An excerpt from What is the Reformed Faith: A Message from the Orthodox Presbyterian Church:
"There would be no such thing as a Reformed church today if God had not sent the great Reformation during the Protestant Reformation of the sixteenth and seventeenth centuries. But the Reformation was not only a mighty work that came from God; it was also effected through men. That it was God’s work did not make their work easy. It was the Reformers, therefore, who taught us to understand that the work of reforming the church is not finished. They said, “Ecclesia reformata semper reformanda est”: the church that is Reformed is always reforming.

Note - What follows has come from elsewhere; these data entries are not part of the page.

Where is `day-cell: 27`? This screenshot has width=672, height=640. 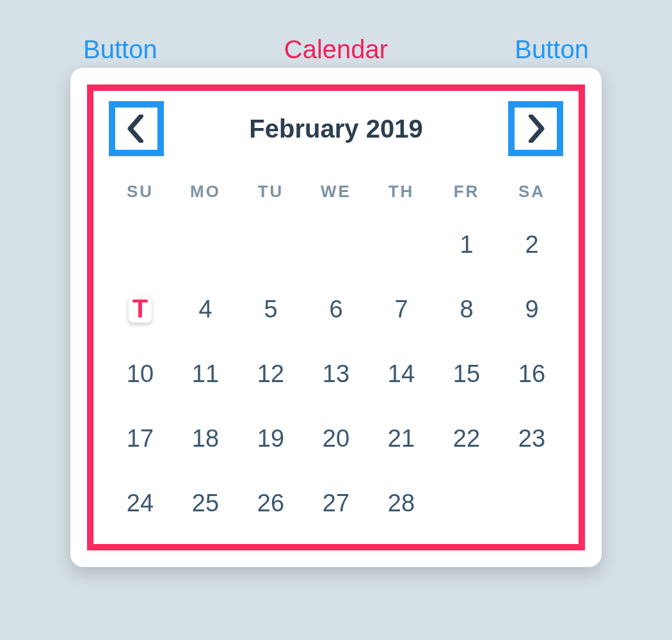
day-cell: 27 is located at coordinates (336, 503).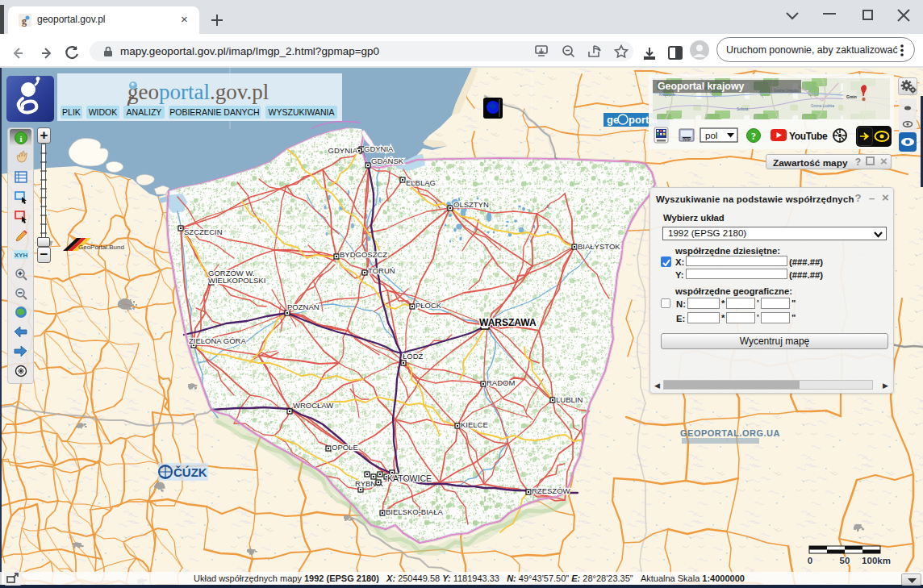 Image resolution: width=923 pixels, height=588 pixels. Describe the element at coordinates (474, 424) in the screenshot. I see `svg-text: KIELCE` at that location.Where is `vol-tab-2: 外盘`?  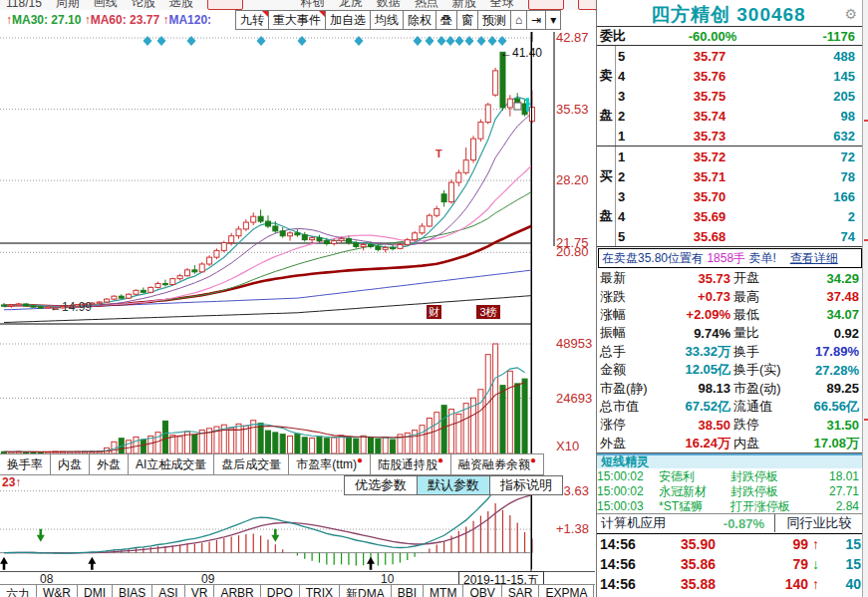
vol-tab-2: 外盘 is located at coordinates (110, 464).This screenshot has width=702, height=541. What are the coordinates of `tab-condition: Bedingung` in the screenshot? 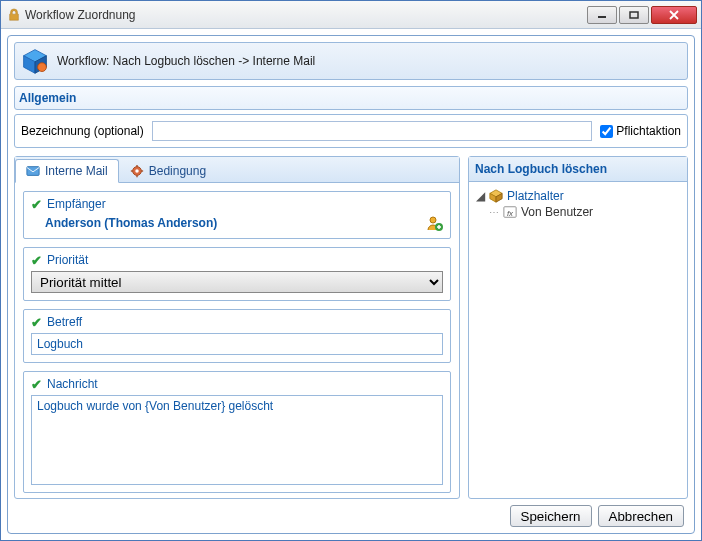 It's located at (168, 170).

"A faithful Reformed church is therefore a church that is constantly striving to think and act, to believe and live, according to the written word of God. “The purest churches under heaven are subject both to mixture and error” (WCF, XXV:5). Also, some have degenerated horribly. It follows, then, that there is but one antidote to degeneration, namely, continued diligence. It is for this reason that the vows taken by ministers in the OPC include the promise “to be zealous and faithful in maintaining the truths of the gospel, and the purity, the peace, and the unity of the church, whatever persecution or opposition may arise unto you on that account” (Form of Government, XXIII)."
From What Is the Reformed Faith: A Message from the Orthodox Presbyterian Church, Digital Edition, p. 35, Thomas E. Tyson and G. I. Williamson, (Willow Grove, PA: The Committee on Christian Education of the Orthodox Presbyterian Church, 2012).